I take your point but I think there are times when the narrative -
ostensibly within Wicks's tales - shifts totally out of his ken, and that
it's a bit of a cop-out to say that M & D and their responses and
realisations at this or that point in the text are only "projections" of
Wicks's and thus dismiss them. (After all, Wicks is only a "projection" of
Pynchon's in the first place. And there are examples aplenty of the shift
*beyond* Wicks - an obvious recent one would be when the narrative relates
events in R.C.'s life at home with Phoebe *after* the time of the
expedition, and quite probably after the time of Wicks's tale-telling as
well, at 324-5.) And we've agreed to disagree about Wicks correlation to
Ishmael I think. 

My point is that there are themes and realisations in the text which are at
odds with (the tale-telling) Wicks's viewpoint.
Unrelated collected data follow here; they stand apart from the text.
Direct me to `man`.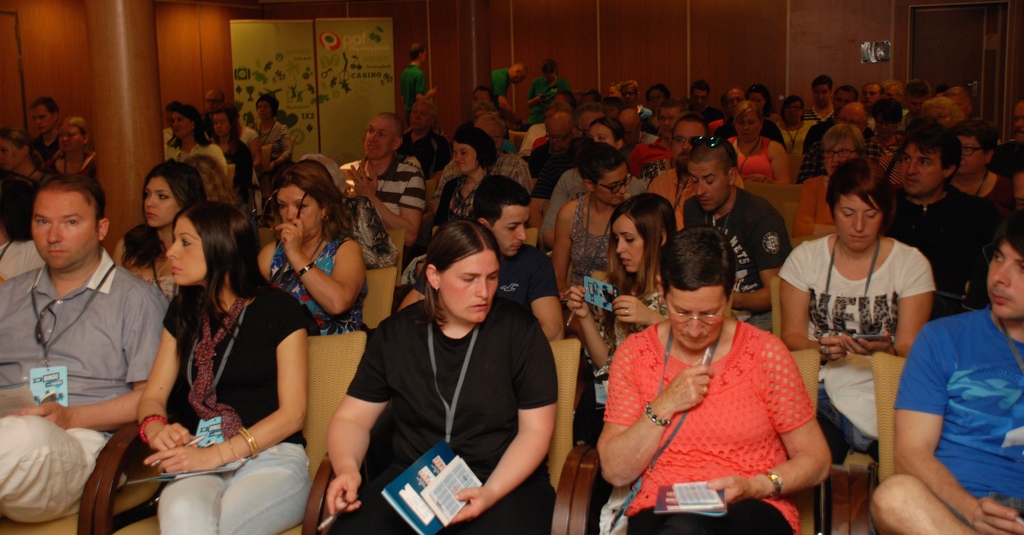
Direction: [404,42,442,143].
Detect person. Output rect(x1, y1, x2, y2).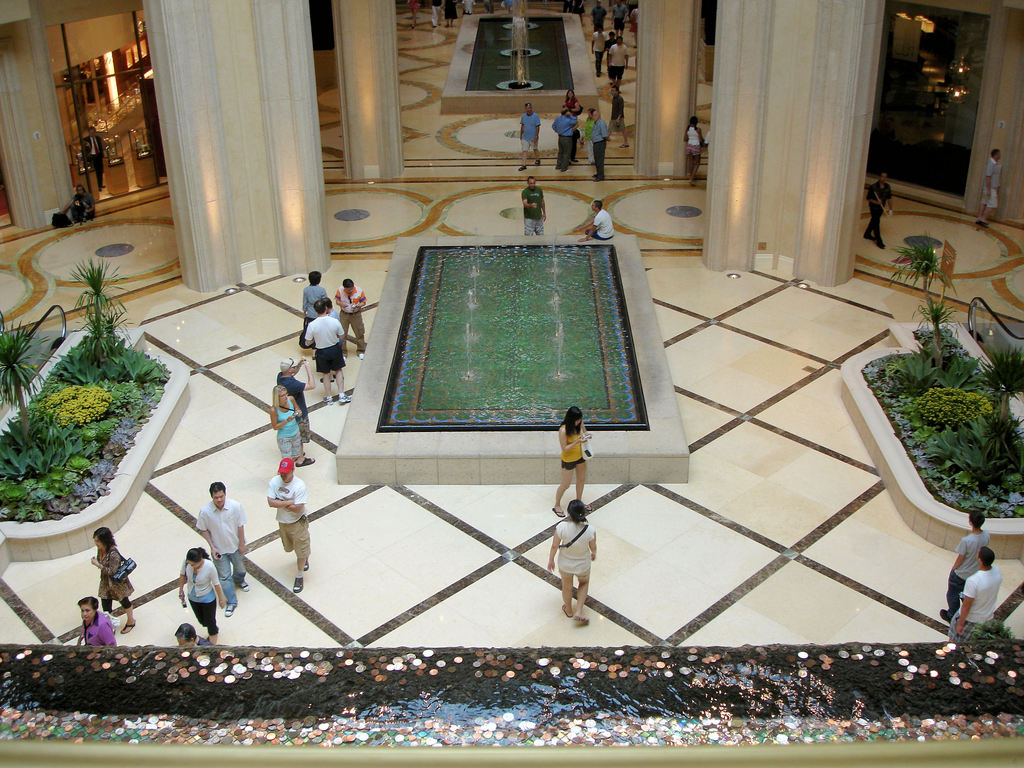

Certainly Wicks
characterises "young Cherrycoke" within his narratives, and often harshly or
comically, and he's not a totally unsympathetic character at all. However, I
don't think he speaks for the text (in the same way that Ishmael does, for
example). In this instance I can completely understand why Dixon could not
and did not pray at the site of the massacre. How inappropriate would it
have been for him to pray to the slaughterers' "God" for the "souls" of the
slaughtered? I don't think Wicks gets this at all. And no wonder Dixon's own
faith was shaken to the core at that moment. I think that these are things
which Wicks does not realise, even as an older man, complacent and certain
in his own faith, but which the text does take for granted.